(Input material)
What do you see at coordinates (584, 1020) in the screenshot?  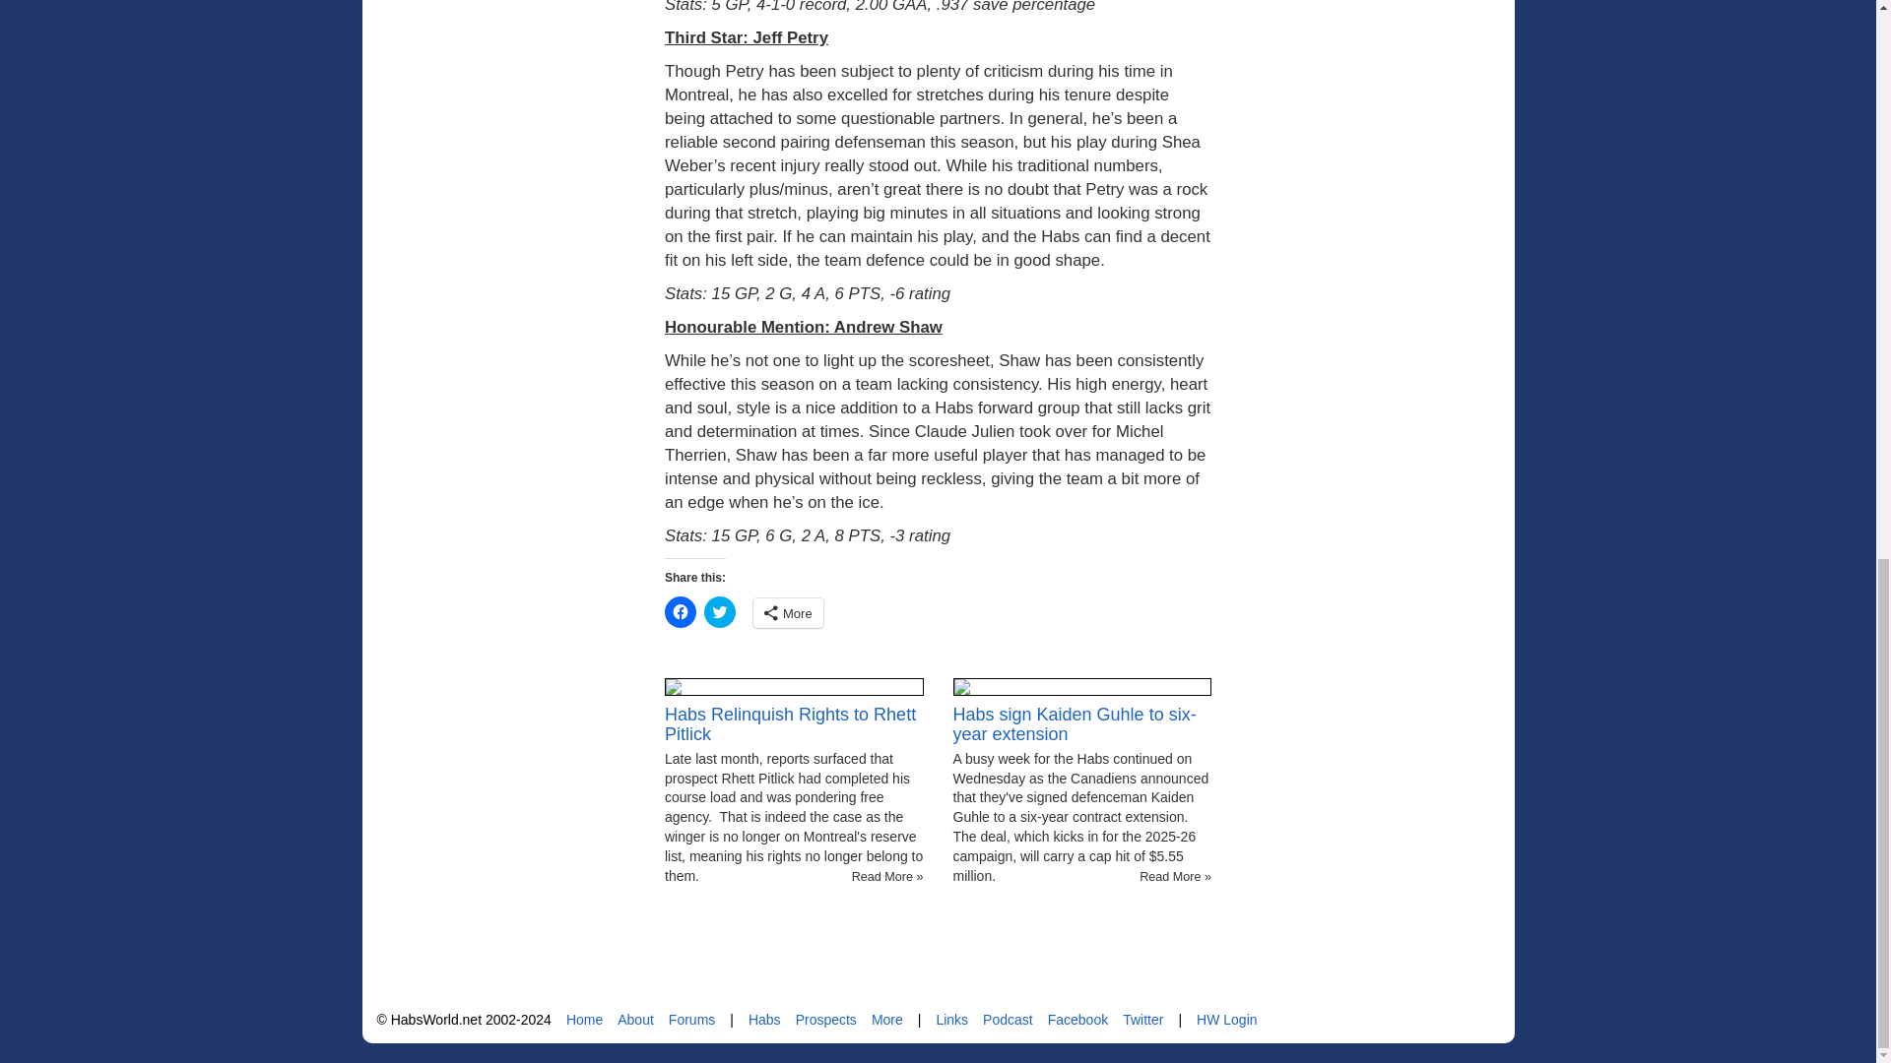 I see `Home` at bounding box center [584, 1020].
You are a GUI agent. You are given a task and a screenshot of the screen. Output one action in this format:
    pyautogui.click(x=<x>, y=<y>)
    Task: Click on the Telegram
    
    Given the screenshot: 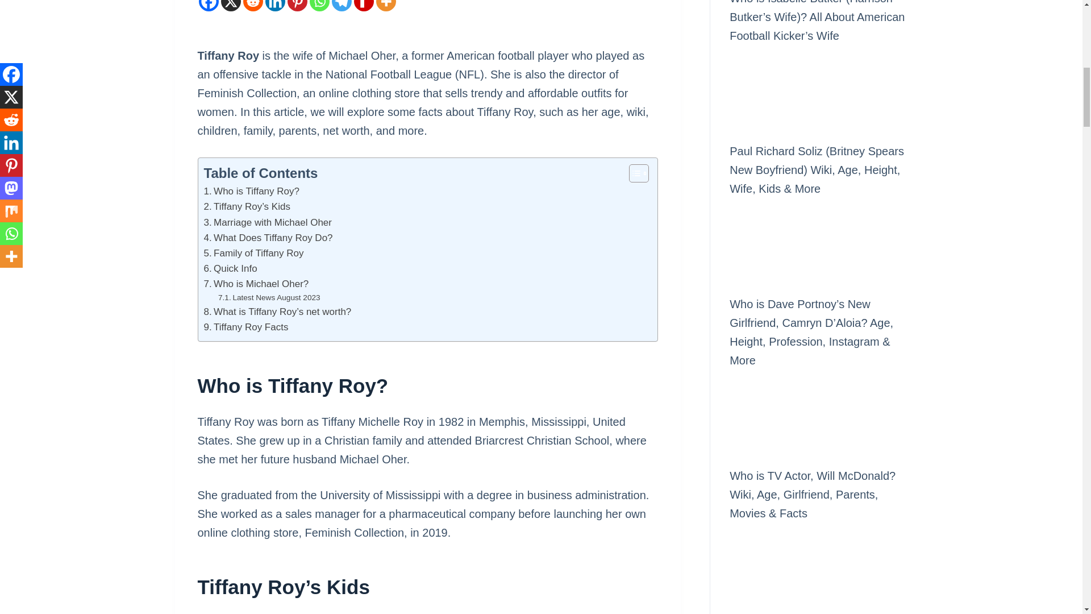 What is the action you would take?
    pyautogui.click(x=341, y=6)
    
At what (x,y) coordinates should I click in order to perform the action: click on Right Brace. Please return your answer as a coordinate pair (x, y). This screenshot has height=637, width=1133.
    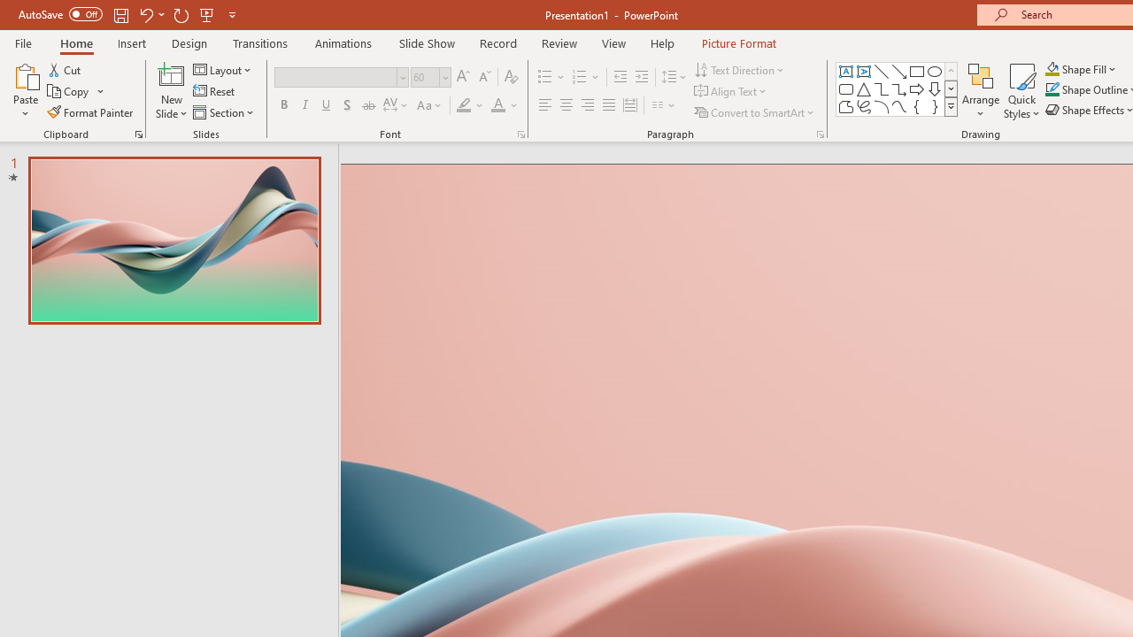
    Looking at the image, I should click on (935, 106).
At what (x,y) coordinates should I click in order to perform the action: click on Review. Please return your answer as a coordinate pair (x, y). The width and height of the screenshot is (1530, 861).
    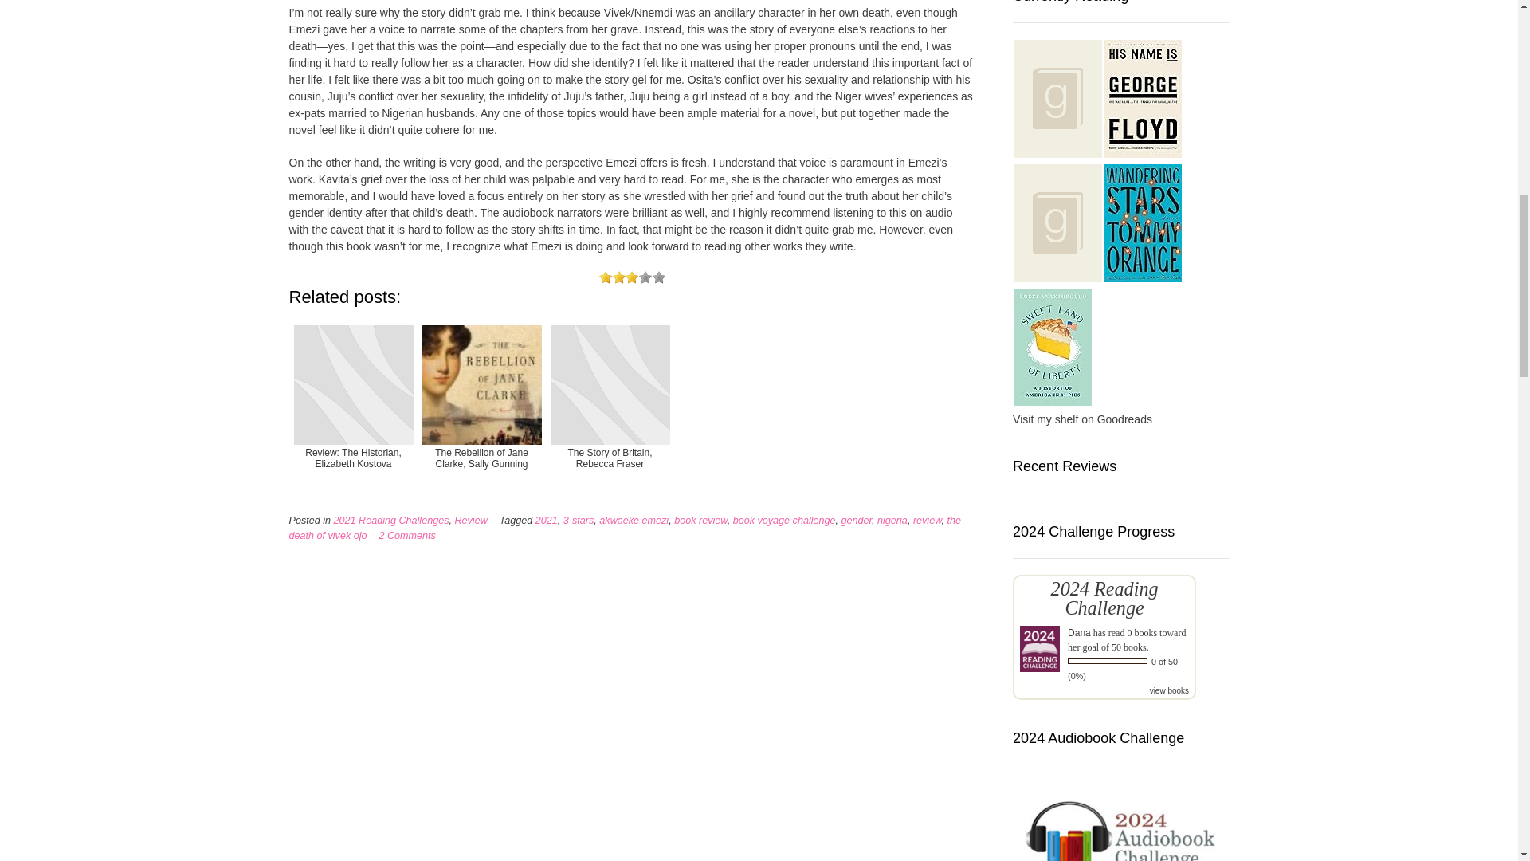
    Looking at the image, I should click on (470, 520).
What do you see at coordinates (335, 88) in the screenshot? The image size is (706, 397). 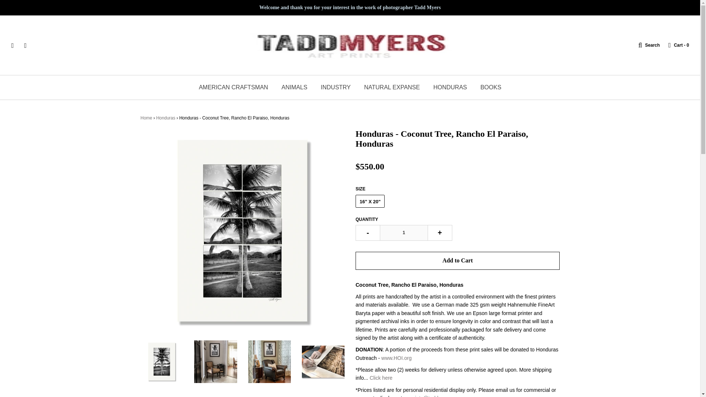 I see `INDUSTRY` at bounding box center [335, 88].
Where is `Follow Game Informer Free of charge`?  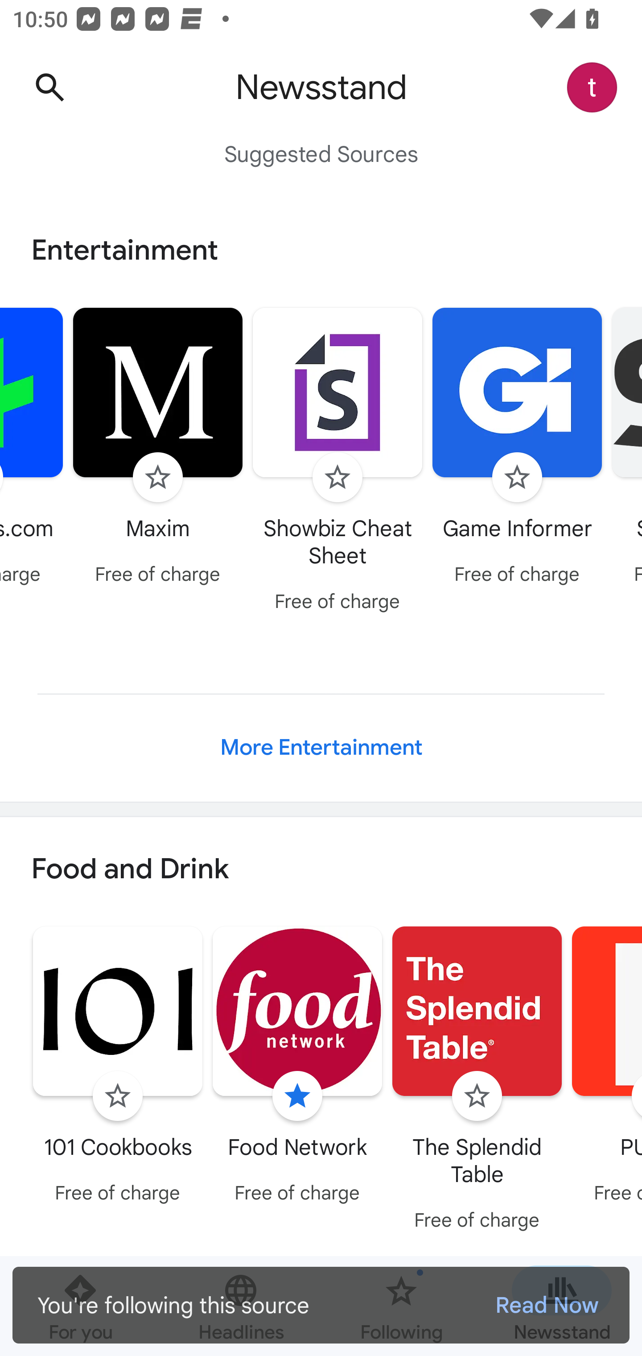 Follow Game Informer Free of charge is located at coordinates (518, 448).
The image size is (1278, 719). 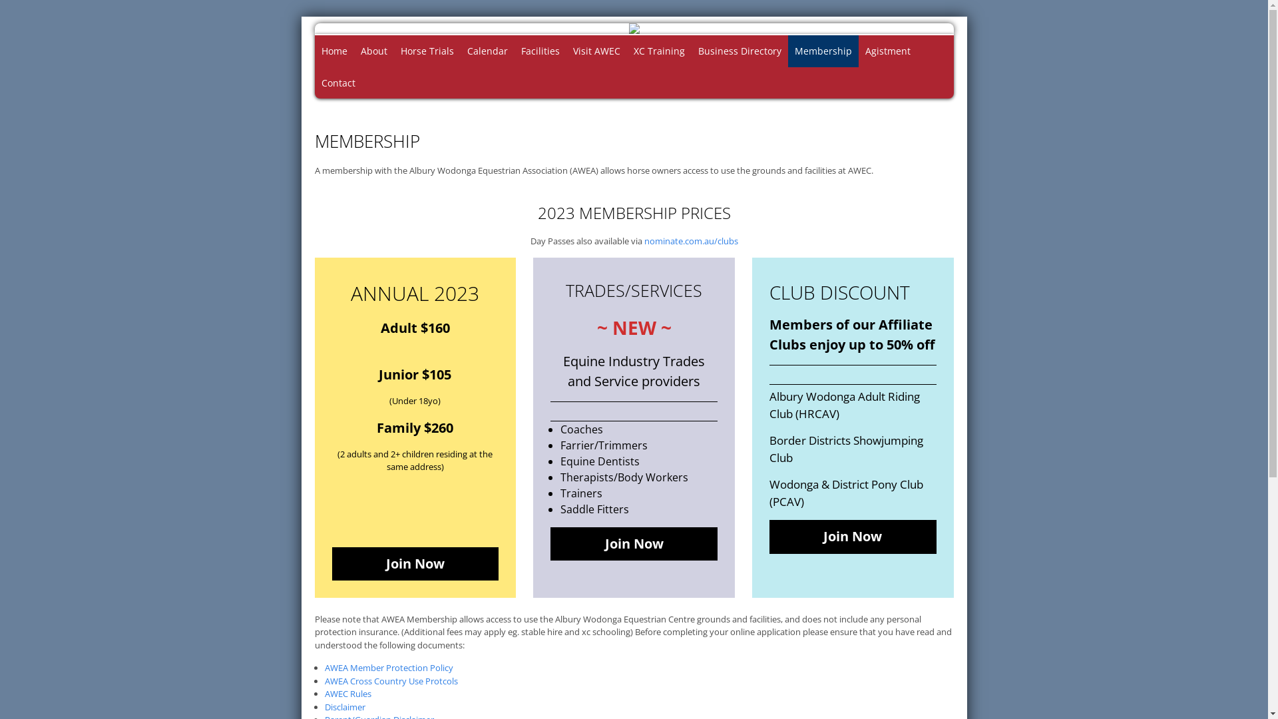 What do you see at coordinates (540, 51) in the screenshot?
I see `Facilities` at bounding box center [540, 51].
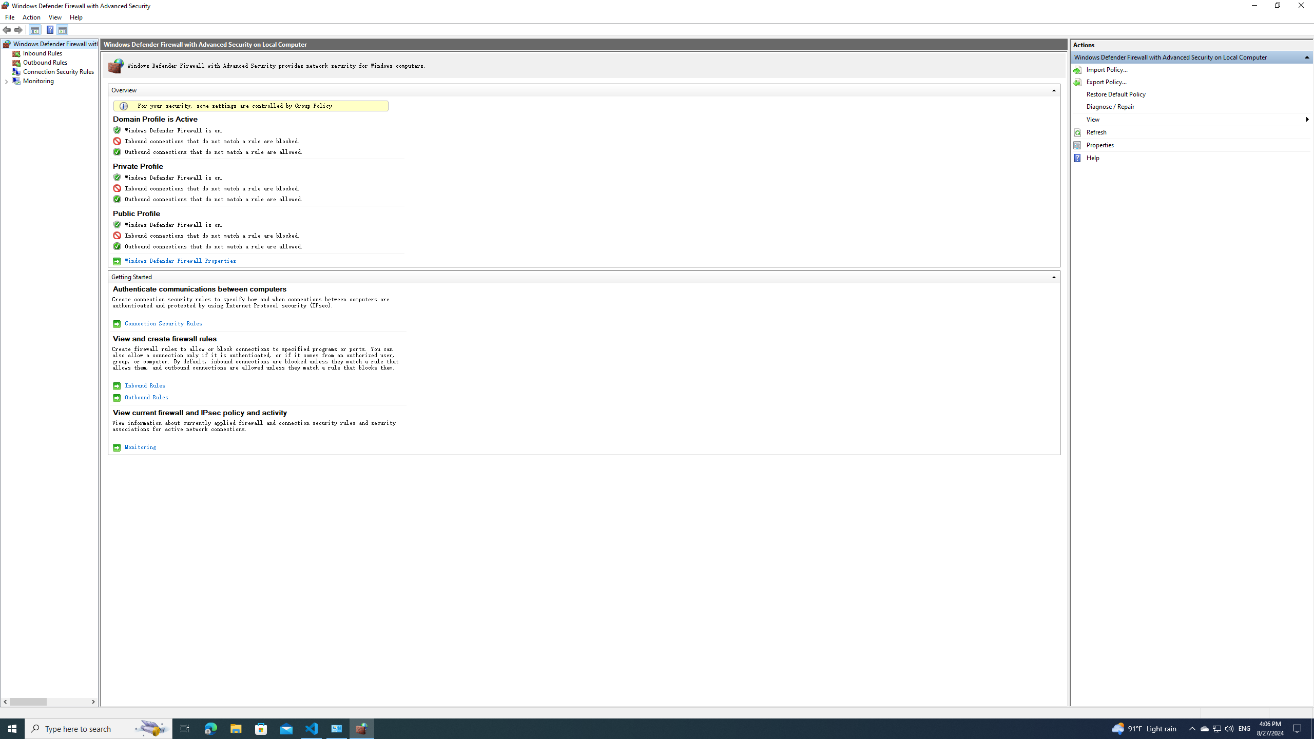 The image size is (1314, 739). What do you see at coordinates (76, 17) in the screenshot?
I see `Help` at bounding box center [76, 17].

(Work order) Reproducing the whole listing above is not the task. Copy exactly only the lines from the one with "You are a GUI" to the one with "Task: Click on the Telegram", both kept.

(Answer section)
You are a GUI agent. You are given a task and a screenshot of the screen. Output one action in this format:
    pyautogui.click(x=<x>, y=<y>)
    Task: Click on the Telegram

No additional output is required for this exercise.